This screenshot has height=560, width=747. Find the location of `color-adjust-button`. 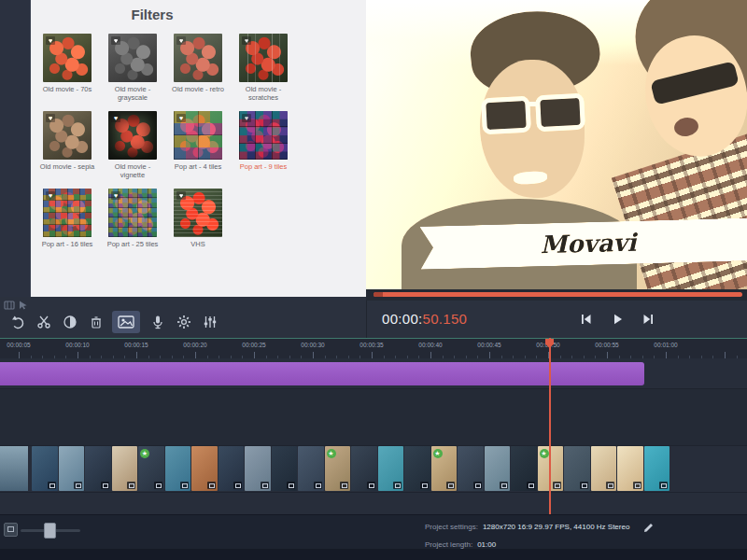

color-adjust-button is located at coordinates (70, 322).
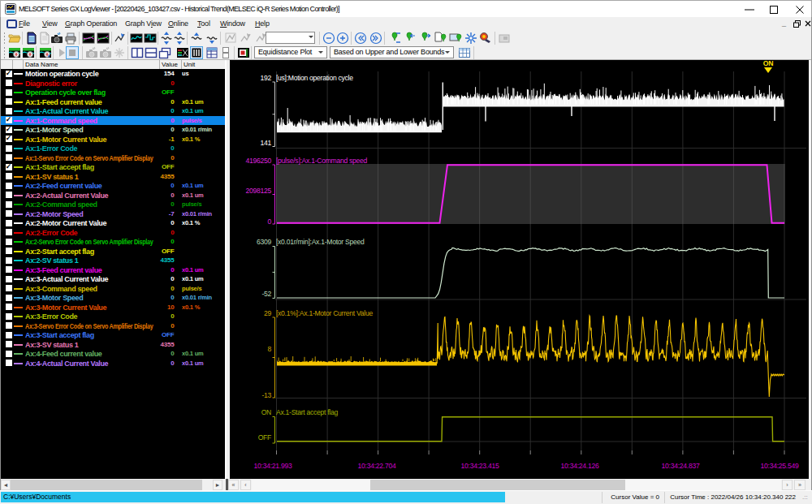 This screenshot has height=504, width=812. Describe the element at coordinates (273, 466) in the screenshot. I see `svg-text: 10:34:21.993` at that location.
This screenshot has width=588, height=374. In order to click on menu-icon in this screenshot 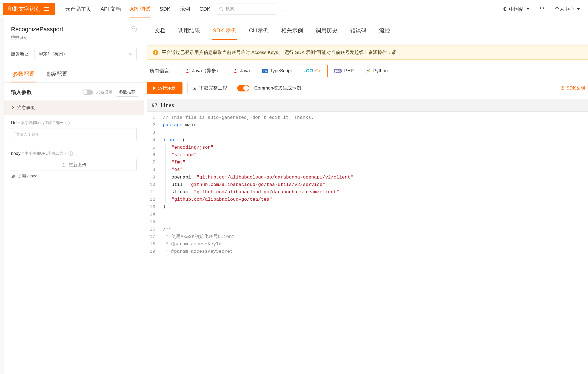, I will do `click(47, 9)`.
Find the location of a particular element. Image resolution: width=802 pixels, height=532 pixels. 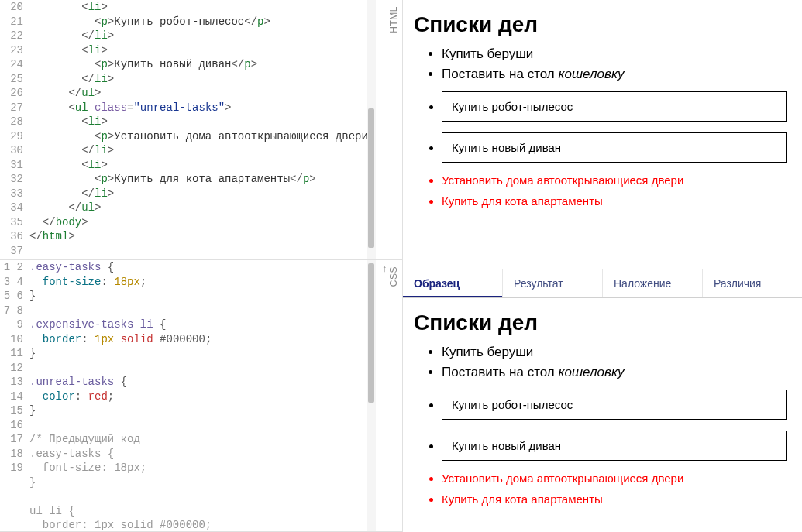

tab-0: Образец is located at coordinates (453, 283).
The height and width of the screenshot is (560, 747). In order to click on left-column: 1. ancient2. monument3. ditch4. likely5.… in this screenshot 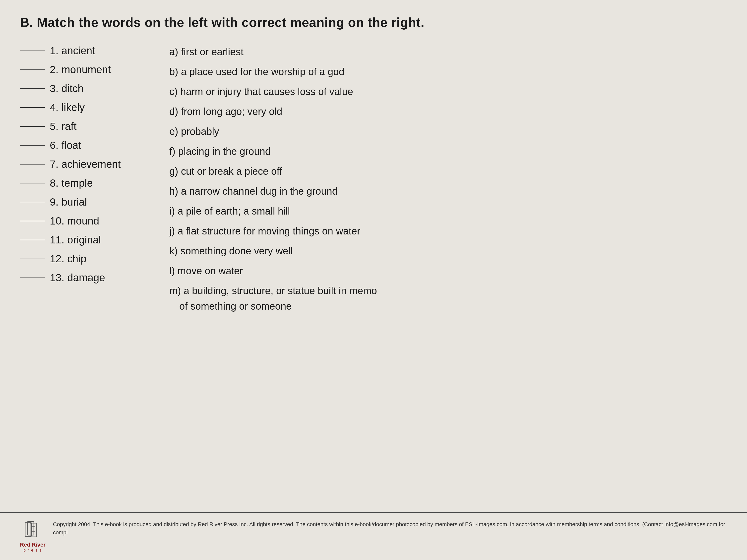, I will do `click(84, 182)`.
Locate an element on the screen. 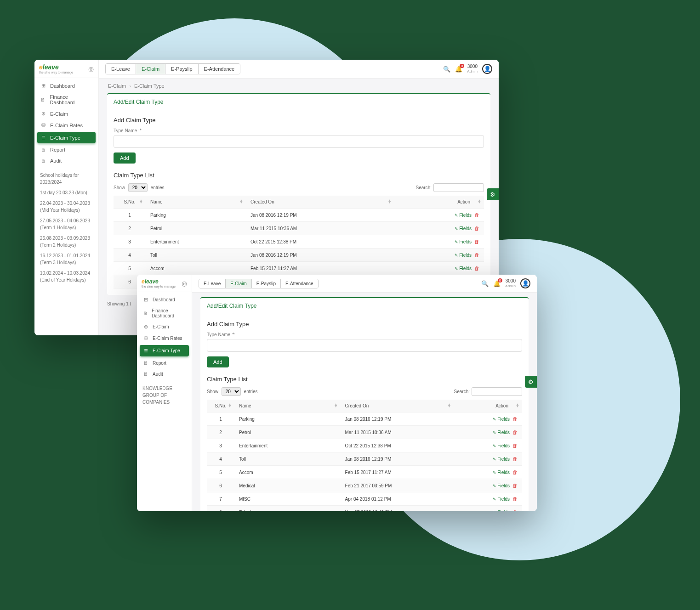 This screenshot has width=700, height=610. top-tabs: E-LeaveE-ClaimE-PayslipE-Attendance is located at coordinates (258, 284).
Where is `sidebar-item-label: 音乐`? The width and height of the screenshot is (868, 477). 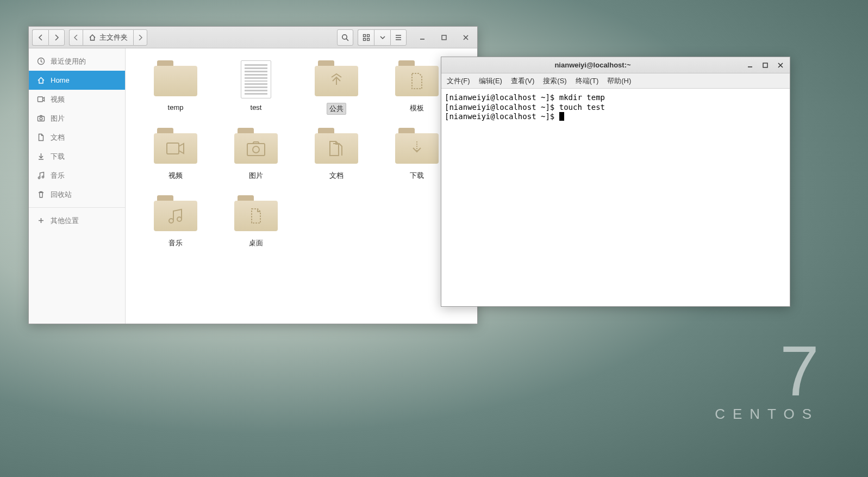
sidebar-item-label: 音乐 is located at coordinates (58, 176).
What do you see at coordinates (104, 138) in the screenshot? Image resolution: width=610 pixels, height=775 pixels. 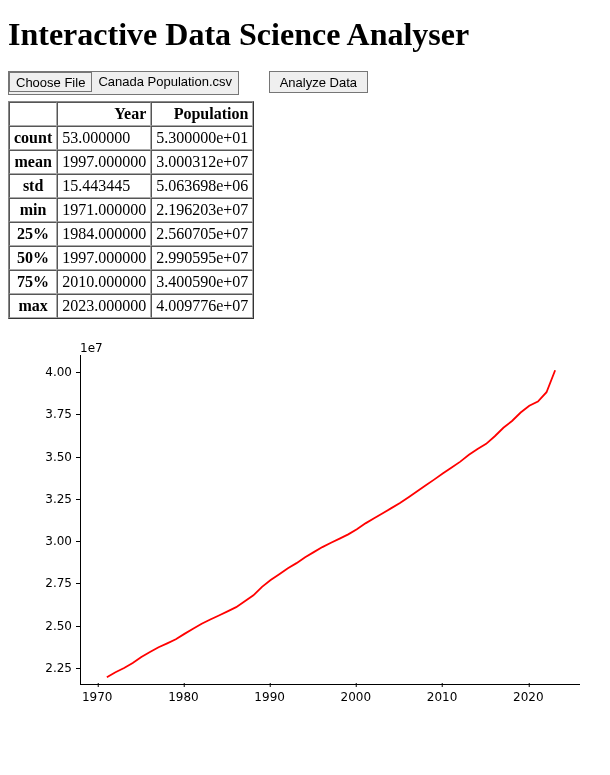 I see `stats-year-cell: 53.000000` at bounding box center [104, 138].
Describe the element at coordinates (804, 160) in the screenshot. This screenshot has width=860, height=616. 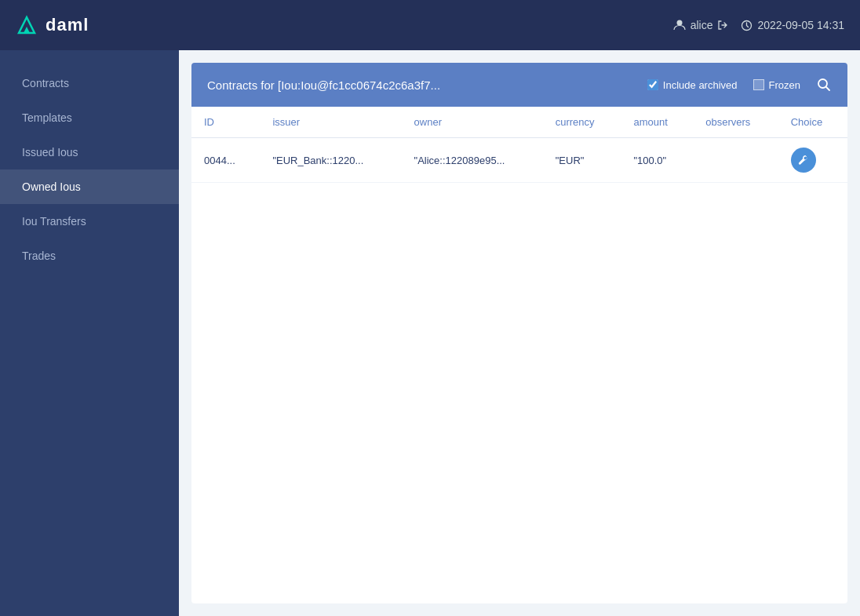
I see `choice-button` at that location.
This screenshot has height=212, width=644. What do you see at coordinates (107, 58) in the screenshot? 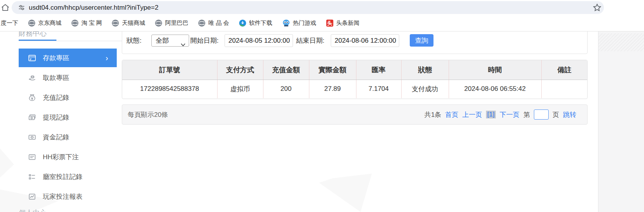
I see `chevron-right-icon: ›` at bounding box center [107, 58].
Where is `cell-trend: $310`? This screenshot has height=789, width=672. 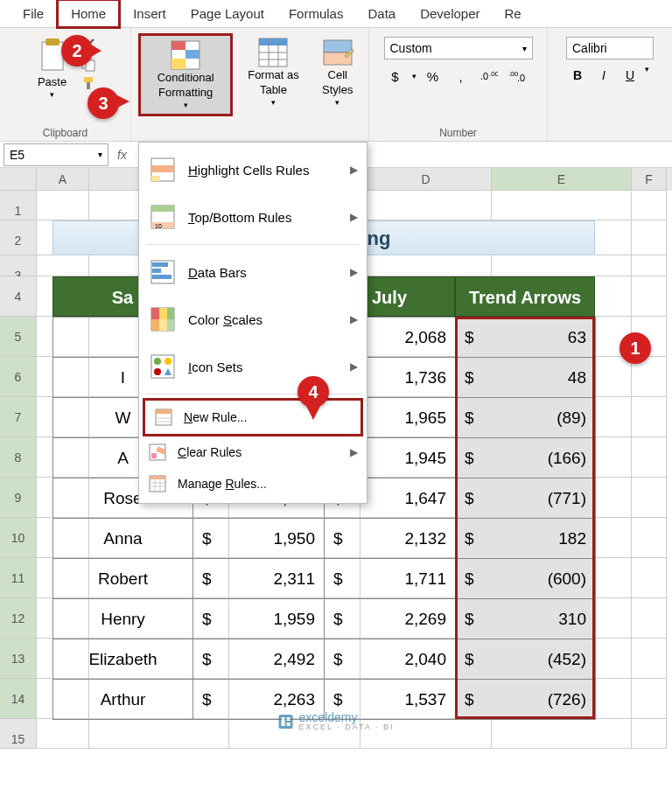 cell-trend: $310 is located at coordinates (526, 619).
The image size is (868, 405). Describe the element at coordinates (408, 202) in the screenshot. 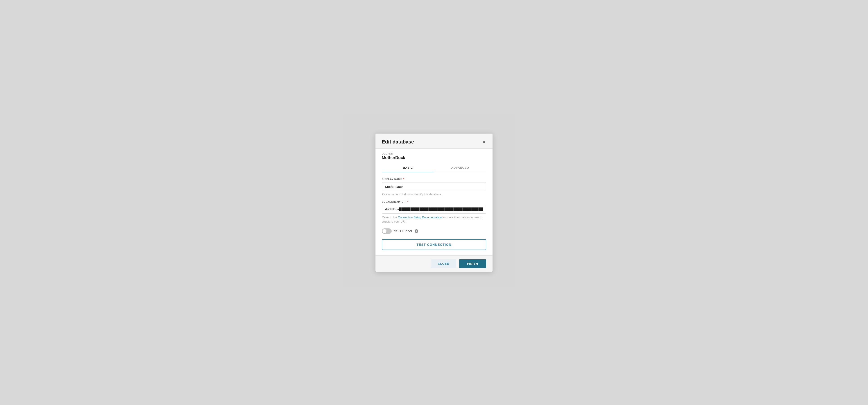

I see `sqlalchemy-uri-required: *` at that location.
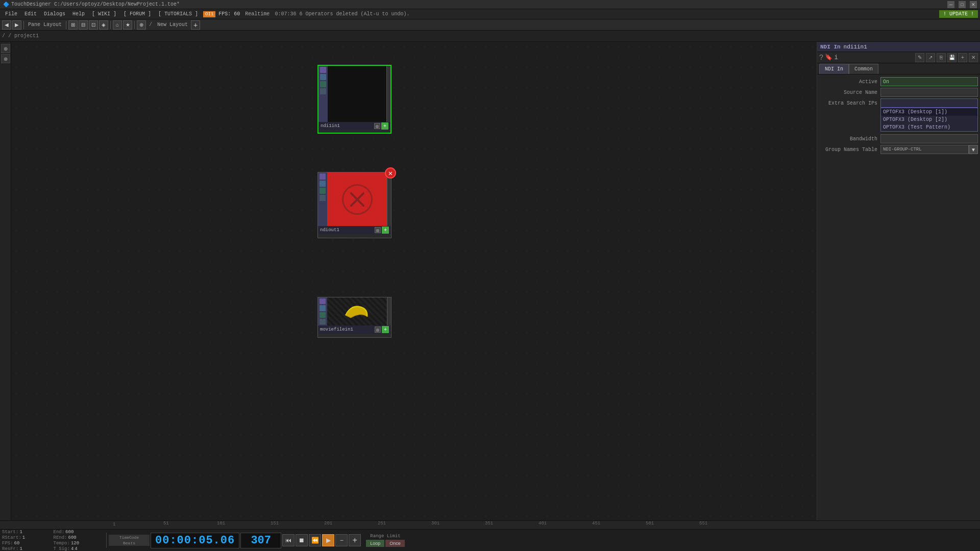 This screenshot has width=980, height=551. I want to click on tc-time-display: 00:00:05.06, so click(195, 541).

★ ★ ★ ★ ★

## Task to complete
Reproduce exactly, and only, the part of the entries above that runs from the line with "The image size" to the last line, both included. Pictures stay out.

## Answer for this exercise
The image size is (868, 405). Describe the element at coordinates (408, 202) in the screenshot. 

I see `sqlalchemy-uri-required: *` at that location.
 This screenshot has width=980, height=551. I want to click on tc-time-display: 00:00:05.06, so click(195, 541).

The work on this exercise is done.